Nel, ASA

Nel ASA: A 20% Rally That Wall Street Won't Touch

11.05.2026 - 14:11:33 | boerse-global.de

Nel ASA's new electrolyser platform promises 40-60% cost cuts, yet 8 of 12 analysts rate sell as revenue falls and order backlog shrinks; shares up 20%.

Nel ASA: A 20% Rally That Wall Street Won't Touch - Foto: über boerse-global.de
Nel ASA: A 20% Rally That Wall Street Won't Touch - Foto: über boerse-global.de

The gap between what investors are betting on and what analysts see at Nel ASA has grown to a chasm. On Monday, the Norwegian hydrogen company's shares surged more than 20% in Oslo, hitting 2.61 Norwegian kroner, after the commercial launch of a new pressurised alkaline electrolyser platform. Yet not a single one of the 12 analysts covering the stock recommends buying it — eight say sell, and the rest say hold. Their average price target of 2.13 kroner sits well below the current market price.

That dissonance captures the central tension: a technology breakthrough that promises to slash costs versus a business that is still burning cash and watching its order book shrink.

A Cheaper Electrolyser Changes the Math

After eight years of development, Nel has unveiled a platform it says can cut investment costs for electrolyser plants by 40% to 60%. For a standard 25-megawatt unit, the company is targeting turnkey costs below $1,450 per kilowatt — roughly half the industry norm. The claim is that lower capital expenditure and shorter project timelines could finally make green hydrogen economics work at scale.

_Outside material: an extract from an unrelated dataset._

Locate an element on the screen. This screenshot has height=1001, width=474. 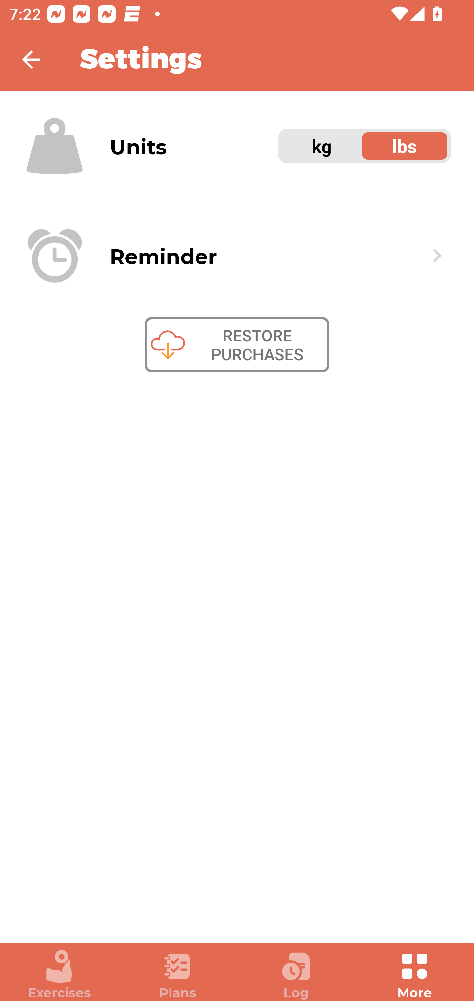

The platform is being readied for series production at Nel's Herøya facility in Norway, where capacity is slated to reach one gigawatt per year. The European Union is backing the ramp-up with funding in the hundreds of millions of euros. A separate EU grant of €11 million is expected to hit Nel's books in the second quarter of 2026.

Should investors sell immediately? Or is it worth buying Nel ASA?

Utility Sector Opens a New Front

Alongside the product news, Nel disclosed its first-ever order from a public utility. The Douglas County Public Utility District in Washington state has placed a roughly $7 million order for a containerised PEM electrolyser. The unit will convert surplus hydropower into green hydrogen, protecting turbines from the wear of frequent cycling. Delivery and commissioning are scheduled for the first half of 2027, with the stacks made at Nel's plant in Wallingford, Connecticut.

A second, identically valued PEM order came in the same period from Mesure Process, a subsidiary of Synqo Energies, for a European project combining hydrogen refuelling stations and industrial use. CEO Håkon Volldal framed both deals as evidence that Nel is successfully diversifying beyond traditional industrial clients into energy infrastructure and, increasingly, defence and security markets. "I don't think it's controversial to say we need to reassess our energy system," he said. On-site hydrogen production, he argues, cuts reliance on centralised grids — a selling point that resonates when energy security is a political priority.

The Numbers Tell a Blunt Story

The first quarter of 2026, however, offered no cause for celebration. Revenue came in at 152 million Norwegian kroner, while EBITDA was a loss of 100 million kroner — an improvement of 15 million from a year earlier, but still deep in the red. Customer revenue alone fell 5% year-on-year to 148 million kroner. The order backlog shrank 24% from the prior year to about 1.1 billion kroner, despite the two new PEM contracts.

Cash and equivalents stood at roughly 1.4 billion kroner, enough, management says, to cover operations through the end of 2026. Nel has already cut its workforce by 26% from its peak, a painful but necessary streamlining. The next big test comes on July 15, when the company releases its half-year results. Volldal says he is actively negotiating projects in Europe and North America with capacities between 50 and 150 megawatts — but investors are waiting to see whether those talks turn into signed contracts.

Nel ASA at a turning point? This analysis reveals what investors need to know now.

Insider Confidence Meets Analyst Doubt

Board chair Arvid Moss added a personal vote of confidence by buying 100,000 shares at an average price of 2.25 kroner. The market took note, but the analyst community remains resolutely sceptical. Berenberg and Citigroup have both cut their price targets recently, with Morgan Stanley going to 2 kroner and Citi to 2.40 kroner. Their caution centres on valuation risk and the persistent gap between Nel's aspirations and its near-term cash generation.

At the Frankfurt exchange, Nel shares trade at €0.26, roughly 18% below their 52-week high from May. Despite the rally, the stock has still gained more than a third since the start of the year. Whether that momentum can hold depends on whether the next set of quarterly numbers shows that the pipeline optimism is finally translating into revenue.